One would assume that since he is a very wealthy man Denis O’Brien would have access to the very best public relations advice that money can buy.
Having seen and read how he has been portrayed and has portrayed himself this week, however, one can only come to the conclusion that he has got bad value for his buck of late. O’Brien has either been badly advised or is refusing to listen to good advice.
In years to come, they will teach this week’s handling of Denis O’Brien’s affairs as a classic example of a very bad PR strategy. Indeed “strategy” may be too grand a description for the combination of bluster and threat involved. It has been entertaining at times, chilling at others, but in no sense has it enhanced Denis O’Brien’s reputation.
It is not at all clear how the verbal assaults perpetrated upon Catherine Murphy TD on various radio programmes last weekend were in Denis O’Brien’s interest.
It is not clear, either, how gratuitous attacks upon parliament and politics in general can be seen as protecting or promoting Denis O’Brien’s reputation.
Let’s assume for a minute that someone with access to documents taken from IBRC is out to get Denis O’Brien. And let’s assume that this person has concocted the suggestion that the bank gave favourable treatment to O’Brien in the handling of his loans.
If this were the case, as O’Brien suggests, then surely the wiser course would have been to confine his counter- argument to making the point, as he has with some success in the courts, that his private banking affairs should not be in the public domain, and to particularising those aspects of Deputy Murphy’s utterances in the Dáil that he claims were untrue.
Instead, what O’Brien had his spokesman do was shout abuse at Catherine Murphy and other politicians over the airways.
Peddling falsehoods
The first principle of public relations is that when your spokesperson becomes the story you’re losing.
So it is difficult to understand why O’Brien’s paid spokesman, James Morrissey, engaged in a full-blooded politicised assault upon Catherine Murphy. Morrissey suggested, among other things, that she is busily peddling falsehoods about O’Brien and IBRC for personal political gain.
The problem for Morrissey and, more importantly, his client is that such a suggestion lacks credibility. Catherine Murphy is correctly regarded by many as one of the most effective parliamentarians in the current Dáil, known for her thoughtful and careful contributions on a range of political issues.
She is no hothead. She is not prone to grandstanding. There is nothing in her form that suggests she would play fast and loose with parliamentary privilege for cheap, short- term publicity.
On the contrary, she has doggedly pursued the issues surrounding IBRC’s sale of Siteserv for months through detailed parliamentary questions and Freedom of Information requests.
Independent inquiry
The Government’s decision finally this week to establish a commission of inquiry confirms there was something in Murphy’s suggestion that these matters needed to be comprehensively and independently inquired into.
Not content with systematically seeking to dis Deputy Murphy, O’Brien and his spokesman have also felt it necessary to attack other politicians who sought to defend Murphy’s use of parliamentary privilege.
Morrissey, for example, told Keelin Shanley on RTÉ radio last Friday that "to be brutally blunt about it, the Dáil is a bit of a talking club". He took the same dismissive tone in an even more robust intervention that evening with Matt Cooper on Today FM and on Sunday's This Week programme on RTÉ.
The approach has been one of casting aspersions on the motive of anyone who dares defend Catherine Murphy’s right to raise the issue in the Dáil, rather than dealing with the substance of what Murphy had to say.
Even in his own piece in The Irish Times on Tuesday, Denis O'Brien accused Catherine Murphy of a "deliberate breach under Dáil privilege of a court order". Later that morning the judge who made that order confirmed that it did not and could not extend to restricting the right of a Deputy to address the matters in the Dáil or the right of the media to report those remarks.
Maybe James Morrissey and others have persuaded O’Brien, or he has come to the view himself, that there is a rich vein of public cynicism about politicians that he should tap into to bolster his own position.
O’Brien should be warned, however, that there is even greater cynicism among the public about wealthy businessmen with media interests who seek to restrain public comment about themselves.
The ultimate outcome of the legal actions and inquiries now in place is uncertain. One thing is clear, however: Denis O’Brien’s reputation has been damaged rather than defended by the way he or his public relations advisers have mishandled matters this week.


Task details
First find the line with "Task: Click on the span: We" in the entries below, then set down exactly every line through the line with "This screenshot has height=507, width=1022.", that line included.

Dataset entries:
☆ ☆ ☆
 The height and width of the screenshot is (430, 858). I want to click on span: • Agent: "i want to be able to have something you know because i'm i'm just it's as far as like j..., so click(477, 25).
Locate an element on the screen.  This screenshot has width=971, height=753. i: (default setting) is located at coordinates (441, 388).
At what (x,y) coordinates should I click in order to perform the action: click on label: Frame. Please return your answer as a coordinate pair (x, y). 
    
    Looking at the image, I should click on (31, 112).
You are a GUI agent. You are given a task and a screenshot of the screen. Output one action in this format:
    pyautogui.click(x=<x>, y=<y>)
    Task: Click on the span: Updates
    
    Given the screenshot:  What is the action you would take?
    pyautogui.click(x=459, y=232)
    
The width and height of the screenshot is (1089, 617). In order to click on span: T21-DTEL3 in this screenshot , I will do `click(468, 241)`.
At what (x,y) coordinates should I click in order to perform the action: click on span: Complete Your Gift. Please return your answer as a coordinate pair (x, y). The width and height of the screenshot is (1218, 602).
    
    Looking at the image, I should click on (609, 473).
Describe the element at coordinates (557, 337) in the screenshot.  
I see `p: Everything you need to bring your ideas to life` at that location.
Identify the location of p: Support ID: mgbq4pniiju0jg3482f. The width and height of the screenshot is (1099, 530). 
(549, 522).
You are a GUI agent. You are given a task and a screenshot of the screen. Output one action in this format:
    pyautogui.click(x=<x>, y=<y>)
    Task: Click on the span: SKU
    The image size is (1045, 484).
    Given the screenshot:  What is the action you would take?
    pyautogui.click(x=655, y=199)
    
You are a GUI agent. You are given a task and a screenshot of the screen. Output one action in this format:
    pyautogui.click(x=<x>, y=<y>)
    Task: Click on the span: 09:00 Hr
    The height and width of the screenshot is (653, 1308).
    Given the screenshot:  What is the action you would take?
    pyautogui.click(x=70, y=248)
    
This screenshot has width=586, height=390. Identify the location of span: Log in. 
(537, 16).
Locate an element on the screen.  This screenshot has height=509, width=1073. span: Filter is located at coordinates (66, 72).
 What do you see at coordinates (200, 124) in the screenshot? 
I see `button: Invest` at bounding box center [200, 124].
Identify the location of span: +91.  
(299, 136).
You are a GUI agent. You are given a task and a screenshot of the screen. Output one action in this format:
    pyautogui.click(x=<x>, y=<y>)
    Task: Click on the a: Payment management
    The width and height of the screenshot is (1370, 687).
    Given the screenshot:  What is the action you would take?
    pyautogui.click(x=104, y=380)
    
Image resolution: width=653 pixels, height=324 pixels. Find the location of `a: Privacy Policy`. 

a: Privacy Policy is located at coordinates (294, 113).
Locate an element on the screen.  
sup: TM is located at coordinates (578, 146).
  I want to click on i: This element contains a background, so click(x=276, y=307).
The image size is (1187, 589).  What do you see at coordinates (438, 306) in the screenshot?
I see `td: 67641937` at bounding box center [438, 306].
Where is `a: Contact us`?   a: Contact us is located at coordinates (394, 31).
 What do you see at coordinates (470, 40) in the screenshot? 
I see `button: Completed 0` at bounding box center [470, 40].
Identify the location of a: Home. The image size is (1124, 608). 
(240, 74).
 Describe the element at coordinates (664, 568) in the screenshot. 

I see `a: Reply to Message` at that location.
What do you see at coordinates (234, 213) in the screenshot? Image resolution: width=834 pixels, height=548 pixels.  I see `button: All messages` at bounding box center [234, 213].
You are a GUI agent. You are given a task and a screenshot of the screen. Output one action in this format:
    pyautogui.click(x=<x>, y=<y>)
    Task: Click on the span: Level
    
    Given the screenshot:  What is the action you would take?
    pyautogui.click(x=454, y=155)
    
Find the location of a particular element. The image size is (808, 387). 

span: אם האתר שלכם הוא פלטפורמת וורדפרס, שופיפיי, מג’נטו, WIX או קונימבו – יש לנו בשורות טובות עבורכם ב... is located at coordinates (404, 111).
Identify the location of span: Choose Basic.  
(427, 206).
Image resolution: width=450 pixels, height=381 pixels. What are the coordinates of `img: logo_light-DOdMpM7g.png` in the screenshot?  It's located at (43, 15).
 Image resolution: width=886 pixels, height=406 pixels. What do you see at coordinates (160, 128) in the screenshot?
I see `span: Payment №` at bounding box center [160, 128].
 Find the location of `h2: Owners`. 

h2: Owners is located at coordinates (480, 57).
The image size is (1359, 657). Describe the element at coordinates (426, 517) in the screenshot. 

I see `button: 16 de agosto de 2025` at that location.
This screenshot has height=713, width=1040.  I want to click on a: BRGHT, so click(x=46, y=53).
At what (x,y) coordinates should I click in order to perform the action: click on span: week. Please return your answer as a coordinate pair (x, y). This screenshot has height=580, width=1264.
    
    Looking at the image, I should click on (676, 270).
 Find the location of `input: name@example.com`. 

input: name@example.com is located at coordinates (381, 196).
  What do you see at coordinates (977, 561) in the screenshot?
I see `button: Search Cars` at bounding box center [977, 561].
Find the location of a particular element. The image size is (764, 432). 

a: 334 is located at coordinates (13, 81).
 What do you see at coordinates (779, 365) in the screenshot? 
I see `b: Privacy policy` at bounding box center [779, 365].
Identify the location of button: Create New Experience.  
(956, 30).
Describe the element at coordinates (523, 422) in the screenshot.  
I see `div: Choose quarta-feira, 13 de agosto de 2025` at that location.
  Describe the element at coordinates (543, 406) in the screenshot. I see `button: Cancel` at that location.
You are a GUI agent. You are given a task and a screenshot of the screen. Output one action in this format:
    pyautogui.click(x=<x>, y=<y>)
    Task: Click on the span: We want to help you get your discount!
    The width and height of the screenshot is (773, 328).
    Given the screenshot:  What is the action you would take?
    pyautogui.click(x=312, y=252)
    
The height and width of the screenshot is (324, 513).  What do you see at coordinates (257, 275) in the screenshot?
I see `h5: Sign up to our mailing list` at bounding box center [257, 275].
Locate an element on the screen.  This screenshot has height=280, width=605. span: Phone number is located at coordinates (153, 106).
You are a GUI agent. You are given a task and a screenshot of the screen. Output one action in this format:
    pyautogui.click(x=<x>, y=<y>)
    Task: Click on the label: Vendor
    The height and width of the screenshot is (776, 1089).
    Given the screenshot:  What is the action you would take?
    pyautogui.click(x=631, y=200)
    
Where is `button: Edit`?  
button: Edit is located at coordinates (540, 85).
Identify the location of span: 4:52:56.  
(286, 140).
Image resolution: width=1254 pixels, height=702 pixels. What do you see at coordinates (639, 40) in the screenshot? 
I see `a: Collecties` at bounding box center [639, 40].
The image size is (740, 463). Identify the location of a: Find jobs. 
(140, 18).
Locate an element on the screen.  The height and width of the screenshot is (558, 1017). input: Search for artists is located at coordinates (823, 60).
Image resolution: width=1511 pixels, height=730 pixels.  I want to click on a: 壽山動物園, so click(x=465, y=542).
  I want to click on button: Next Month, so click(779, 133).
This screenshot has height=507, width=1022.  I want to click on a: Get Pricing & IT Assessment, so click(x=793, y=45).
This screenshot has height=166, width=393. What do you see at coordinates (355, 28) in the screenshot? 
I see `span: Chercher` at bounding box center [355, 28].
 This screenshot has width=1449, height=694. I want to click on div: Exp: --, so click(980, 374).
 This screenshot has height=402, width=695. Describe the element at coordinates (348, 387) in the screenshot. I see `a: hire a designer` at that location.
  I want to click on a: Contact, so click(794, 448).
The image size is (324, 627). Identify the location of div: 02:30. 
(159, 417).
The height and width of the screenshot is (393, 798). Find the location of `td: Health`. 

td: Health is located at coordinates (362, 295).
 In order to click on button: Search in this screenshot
☆ ☆ ☆
Task response
    Task: Click on the span: We want to help you get your discount!
    The width and height of the screenshot is (773, 328).
    Given the screenshot:  What is the action you would take?
    pyautogui.click(x=312, y=252)
    
The height and width of the screenshot is (324, 513).  What do you see at coordinates (257, 275) in the screenshot?
I see `h5: Sign up to our mailing list` at bounding box center [257, 275].
Locate an element on the screen.  This screenshot has height=280, width=605. span: Phone number is located at coordinates (153, 106).
You are a GUI agent. You are given a task and a screenshot of the screen. Output one action in this format:
    pyautogui.click(x=<x>, y=<y>)
    Task: Click on the label: Vendor
    The height and width of the screenshot is (776, 1089).
    Given the screenshot:  What is the action you would take?
    pyautogui.click(x=631, y=200)
    
Where is `button: Edit`?  
button: Edit is located at coordinates (540, 85).
Identify the location of span: 4:52:56.  
(286, 140).
Image resolution: width=1254 pixels, height=702 pixels. What do you see at coordinates (639, 40) in the screenshot? 
I see `a: Collecties` at bounding box center [639, 40].
The image size is (740, 463). Identify the location of a: Find jobs. 
(140, 18).
Locate an element on the screen.  The height and width of the screenshot is (558, 1017). input: Search for artists is located at coordinates (823, 60).
Image resolution: width=1511 pixels, height=730 pixels.  I want to click on a: 壽山動物園, so click(x=465, y=542).
  I want to click on button: Next Month, so click(779, 133).
This screenshot has height=507, width=1022.  I want to click on a: Get Pricing & IT Assessment, so click(x=793, y=45).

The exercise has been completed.